Padmé grew more and more withdrawn. Though they'd found at least twenty bodies, so far there had been no sign of Dormé's husband or sister. She fervently hoped for her friend's sake that it stayed that way.
The strangest thing about making their way through the rear passages of the palace hadn't been anything they'd found. Rather it was what they hadn't found that surprised them most. They had yet to cross paths with even one battle droid or droideka. Something just didn't feel right.
As they came upon the Queen's private wing they saw an area littered with at least a dozen bodies. Two were obviously female. One was dressed in the formal gray robes Jamillia preferred for her handmaidens; the other wore a far more elaborate gown and headdress. Both bore the scorch marks of laser fire shots that had taken their lives.
Padmé's breath hung in her throat as a feeling of dread seized her. Anakin walked forward first, bending down to the first of the guardsmen to read his security badge and record his identity.

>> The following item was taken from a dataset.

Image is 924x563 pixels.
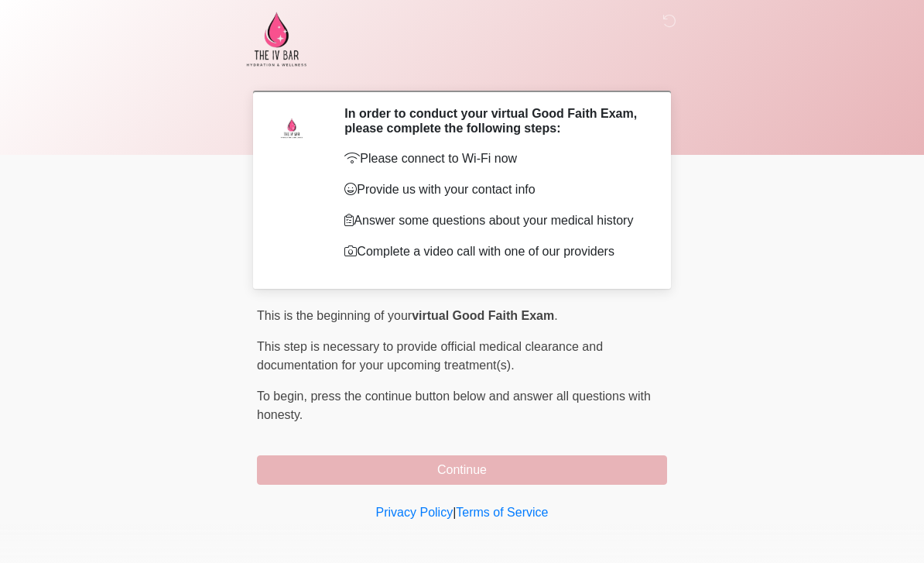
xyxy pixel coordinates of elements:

Padmé could easily imagine the relentless onslaught of droid soldiers that had pushed this group to a final standoff. Solemnly she walked over to where the women lay and kneeled down. It was obvious that the first girl, the one in gray, was not Noalé. Of course, there was no way to positively identify her. She was familiar, but Padmé hated the fact that she couldn't recall her name. The second, the one in elaborate dress, had to be turned over to see her face. Fear clutching at her heart, she took a good look at the young woman's painted visage.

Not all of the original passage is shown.